No, I tell you, but rather division!” (Luke 12:51, NRSV)
This sounds so scary, so harsh, almost cruel.
But there it is, the Word of God.
So what do we make of it?
How can we find a handhold of hope in the midst of a treacherous time?
First of all, we follow our Lord’s advice.
He reminds us that we daily use our common sense
and our experience to read the signs in the skies.
We know that when the clouds build tall and grey in the west,
that a storm will approach and the rains will come.
We know that when the winds blow hard from the south,
that the heat and humidity will bear down upon us.
So, likewise, when we see division breaking us apart,
we can trust the wisdom he has shared with us.
The divisions come into our midst, here and now,
because of his baptism, his trial by fire,
when he came and suffered and died and was raised,
defeating death and holding out the promise of life.
The cross stands empty in our past and in our Father’s as well.
It’s a signpost along the path taken by his Son,
a milestone in his personal history.
But the fullness of the Spirit’s gift of the kingdom of God lies ahead of us;
it beckons to us from the future.
And right now, in this moment, we stand between cross and kingdom,
between the defeat of death and the triumph of life.
And that’s why we live with these deep divisions,
because none is more profound than the absolute divide between death and life.
We know this is the diagnosis of our division,
because it is the Word of our Lord,
it is the testimony of Scripture,
it is the confession of our faith,
it is the witness of God’s Church.
And here in the diagnosis we find our comfort,
strange as that may seem.
When Jesus says, “You hypocrites!
You know how to interpret the appearance of earth and sky,
but why do you not know how to interpret the present time?” (Luke 12:56, NRSV),
we reply, “But we do know, or at least we can know.”

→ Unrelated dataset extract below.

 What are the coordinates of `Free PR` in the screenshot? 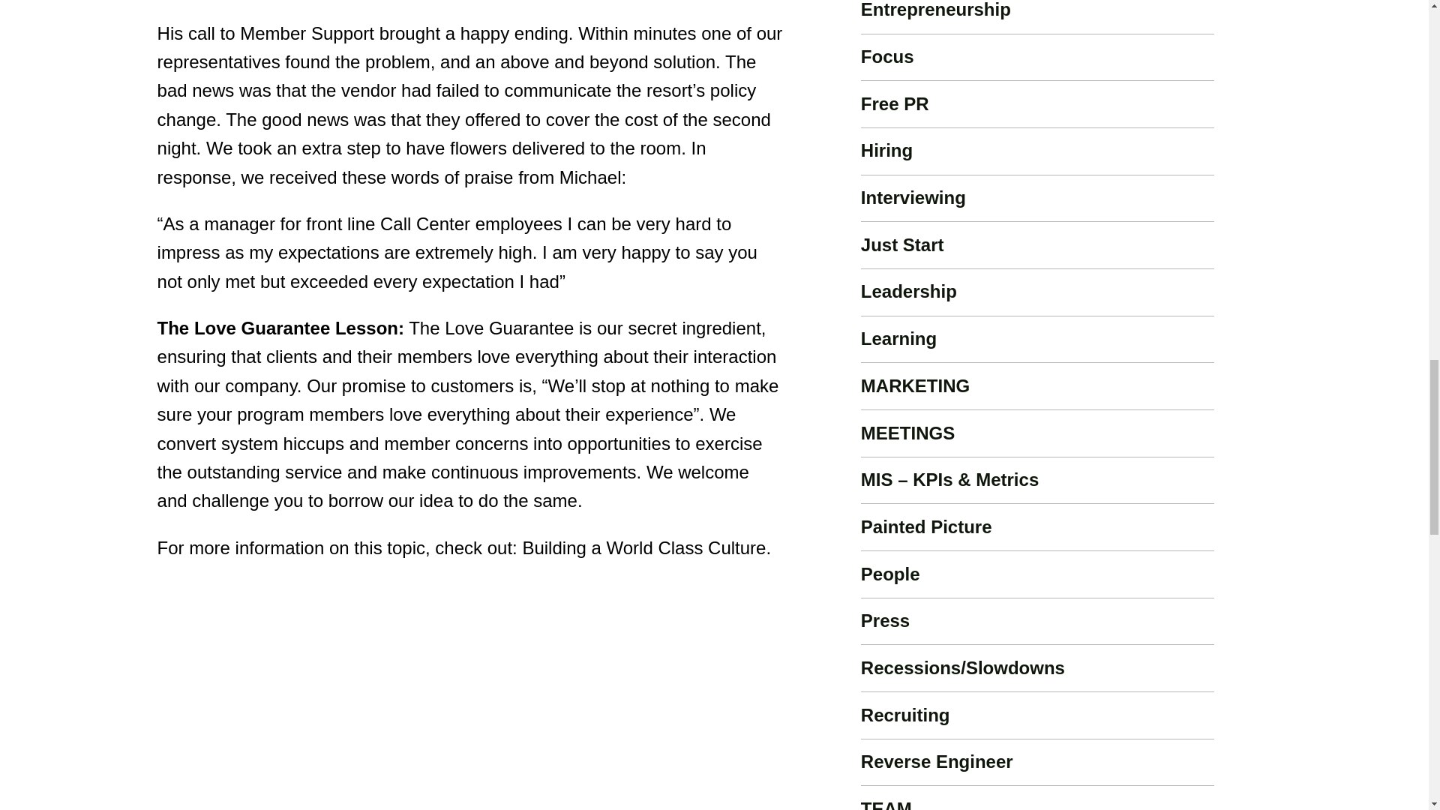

We do know because we live with Christ’s cross in our history.
We may choose to act as if we don’t know why our lives are plagued by conflict,
but that’s only because we find false comfort
when we delude ourselves into believing we control our own lives.
But in reality, Jesus is Lord,
Lord of the dead and of the living,
Master of your life and of mine.
And as our Lord and Master,
he promises that he lives in our midst,
he tells us that we know division in our lives as a mark of his work,
he assures us that our struggles echo and emulate
his struggle against the power of death.
For now, in these difficult days, we live in the meantime, in a mean time.
Here and now, we live with division and conflict.
This is how we interpret our present moment, this day made by God.
But as surely as the cross stands empty behind us,
the kingdom stands glorious before us.
God’s kingdom will come, his will shall be done,
on earth as it is in heaven. That’s his promise and our prayer.
And on that day when we inherit the kingdom,
then we will come to a place of peace,
where division gives way to unity,
where discord surrenders to harmony,
where death is swallowed up by life.
And on that day, all of our conflicts will pass away,
and the answer to that simple question—
“Can we all just get along?”—
will be simple, “Yes, by God’s grace.” Amen.